First, the idea of the nobility, or land ownership, which forms the controlling principle of the Middle Ages, and permeates all the institutions of that time.

This period closed with the French Revolution; though, of course, especially in Germany, where this revolution came about, not through the people, but in much slower and more complete reforms introduced by the governments, numerous and important survivals of that first historical period still exist, preventing to a large extent, even today, complete control by the capitalist class.

We observed, second, the period beginning with the French Revolution at the end of the last century, which has capitalism as its principle and establishes this as the privilege which permeates all social institutions and determines participation in the public policy. This period is also, little as external appearances indicate, essentially at an end.

On February 24, 1848, the first dawn of a new historical period became visible, for on that day in France—that land in whose mighty internal struggles the victories as well as the defeats of liberty indicate victories and defeats for all mankind—a revolution broke out which placed a workingman at the head of the provisional government, which declared the principle of the State to be the improvement of the lot of the working classes, and proclaimed the universal and direct franchise, through which every citizen who had attained his twenty-first year, without regard to property, should receive an equal share in the control of the State and the determination of public policy. You see, Gentlemen, if the Revolution of 1789 was the revolution of the tiers état (the third class), this time it is the fourth class—which in 1789 was still undistinguished from the third class and seemed to coincide with it—that now attempts to establish its own principle as the controlling one of society and to make it pervade all institutions.

But here, in the case of the supremacy of the fourth class, we find the tremendous distinction that this class is the final and all-inclusive disinherited class of humanity, which can set up no further exclusive condition, either of legal or actual kind, neither nobility, land ownership, nor capital, which it might establish as a new privilege and carry through the institutions of society. Workingmen we all are, so far as we have the desire to make ourselves useful to human society in any way whatsoever.

This fourth class, in whose bosom therefore no possible germ of a new order of privilege is concealed, is for that very reason synonymous with the whole human race. Its class is, in truth, the class of all humanity, its liberty is the liberty of humanity itself, its sovereignty is the sovereignty of all. Whoever hails the principle of the working class, in the sense in which I have developed it, as a controlling principle of society, utters no cry which separates and makes hostile to another the classes of society. He utters, rather, a cry of reconciliation, a cry which includes all society, a cry for the leveling of all hostilities among the social strata, a cry of accord, in which all should join who do not wish privilege and the oppression of the people by privileged classes, a cry of love, which, ever since it spoke for the first time from the heart of the people, will always remain the true voice of the people, and, on account of its meaning, will still be a cry of love, even if it sounds the battle-cry of the people.

The principle of the working class as a controlling principle of society we have still to consider from three points of view—first, as to the formal means of its realization; second, as to its moral significance; third, as to its political conception of public policy.

The formal means for carrying out this principle is the universal and direct franchise already discussed—I say the universal and direct franchise, not merely the general franchise such as we had in 1848. The introduction in elections of two steps—of voters and of electors—is nothing but an artful means introduced purposely with the intention of thwarting, so far as possible, the will of the people in the elections. To be sure, the universal and direct franchise will be no magic wand, Gentlemen, which can protect you from temporary mistakes. We have seen in France, in the years 1848 and 1849, two unfavorable elections in succession, but the universal and direct franchise is the only means which automatically corrects, in course of time, the mistakes and temporary wrong to which this may lead. It is that legendary lance which itself heals the wounds it makes. In the course of time it is impossible, with universal and direct franchise, for chosen representatives not to be a completely faithful reflection of the people who have elected them. The people, therefore, at every time will consider universal and direct franchise as an indispensable political weapon, and as the most fundamental and important of their demands.

Let us now glance at the moral bearing of this social principle which we are considering.

Perhaps the idea of the lowest classes of society as the controlling principle of society and of the State may appear very dangerous and immoral, one which threatens to expose morality and culture to the danger of being overrun by a "modern barbarism."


* _EXERCISE DESCRIPTION_
In the copy of these records, include no pictures and change nothing else.

* _SUPPLIED MATERIAL_
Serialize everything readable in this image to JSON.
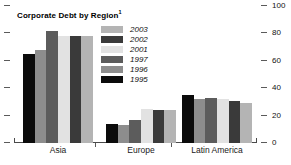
{
  "chart_data": {
    "type": "bar",
    "title": "Corporate Debt by Region",
    "title_superscript": "1",
    "xlabel": "",
    "ylabel": "",
    "categories": [
      "Asia",
      "Europe",
      "Latin America"
    ],
    "ylim": [
      0,
      100
    ],
    "yticks": [
      0,
      20,
      40,
      60,
      80,
      100
    ],
    "ytick_labels": [
      "0",
      "20",
      "40",
      "60",
      "80",
      "100"
    ],
    "grid": false,
    "legend_position": "inside-top-center",
    "axis_side": "both",
    "series": [
      {
        "name": "1995",
        "color": "#0b0b0b",
        "values": [
          65,
          14,
          35
        ]
      },
      {
        "name": "1996",
        "color": "#8d8d8d",
        "values": [
          68,
          13,
          32
        ]
      },
      {
        "name": "1997",
        "color": "#5c5c5c",
        "values": [
          82,
          17,
          33
        ]
      },
      {
        "name": "2001",
        "color": "#e2e2e2",
        "values": [
          78,
          25,
          32
        ]
      },
      {
        "name": "2002",
        "color": "#3a3a3a",
        "values": [
          78,
          24,
          31
        ]
      },
      {
        "name": "2003",
        "color": "#b4b4b4",
        "values": [
          78,
          24,
          29
        ]
      }
    ],
    "legend_order": [
      "2003",
      "2002",
      "2001",
      "1997",
      "1996",
      "1995"
    ]
  },
  "legend": {
    "entries": [
      {
        "label": "2003",
        "color": "#b4b4b4"
      },
      {
        "label": "2002",
        "color": "#3a3a3a"
      },
      {
        "label": "2001",
        "color": "#e2e2e2"
      },
      {
        "label": "1997",
        "color": "#5c5c5c"
      },
      {
        "label": "1996",
        "color": "#8d8d8d"
      },
      {
        "label": "1995",
        "color": "#0b0b0b"
      }
    ]
  },
  "axis": {
    "right_labels": [
      "100",
      "80",
      "60",
      "40",
      "20",
      "0"
    ]
  },
  "colors": {
    "axis": "#4a4a4a",
    "text": "#111111",
    "background": "#ffffff"
  }
}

* _ANSWER BOX_
Serialize everything readable in this image to JSON.
{
  "chart_data": {
    "type": "bar",
    "title": "Corporate Debt by Region",
    "title_superscript": "1",
    "xlabel": "",
    "ylabel": "",
    "categories": [
      "Asia",
      "Europe",
      "Latin America"
    ],
    "ylim": [
      0,
      100
    ],
    "yticks": [
      0,
      20,
      40,
      60,
      80,
      100
    ],
    "ytick_labels": [
      "0",
      "20",
      "40",
      "60",
      "80",
      "100"
    ],
    "grid": false,
    "legend_position": "inside-top-center",
    "axis_side": "both",
    "series": [
      {
        "name": "1995",
        "color": "#0b0b0b",
        "values": [
          65,
          14,
          35
        ]
      },
      {
        "name": "1996",
        "color": "#8d8d8d",
        "values": [
          68,
          13,
          32
        ]
      },
      {
        "name": "1997",
        "color": "#5c5c5c",
        "values": [
          82,
          17,
          33
        ]
      },
      {
        "name": "2001",
        "color": "#e2e2e2",
        "values": [
          78,
          25,
          32
        ]
      },
      {
        "name": "2002",
        "color": "#3a3a3a",
        "values": [
          78,
          24,
          31
        ]
      },
      {
        "name": "2003",
        "color": "#b4b4b4",
        "values": [
          78,
          24,
          29
        ]
      }
    ],
    "legend_order": [
      "2003",
      "2002",
      "2001",
      "1997",
      "1996",
      "1995"
    ]
  },
  "legend": {
    "entries": [
      {
        "label": "2003",
        "color": "#b4b4b4"
      },
      {
        "label": "2002",
        "color": "#3a3a3a"
      },
      {
        "label": "2001",
        "color": "#e2e2e2"
      },
      {
        "label": "1997",
        "color": "#5c5c5c"
      },
      {
        "label": "1996",
        "color": "#8d8d8d"
      },
      {
        "label": "1995",
        "color": "#0b0b0b"
      }
    ]
  },
  "axis": {
    "right_labels": [
      "100",
      "80",
      "60",
      "40",
      "20",
      "0"
    ]
  },
  "colors": {
    "axis": "#4a4a4a",
    "text": "#111111",
    "background": "#ffffff"
  }
}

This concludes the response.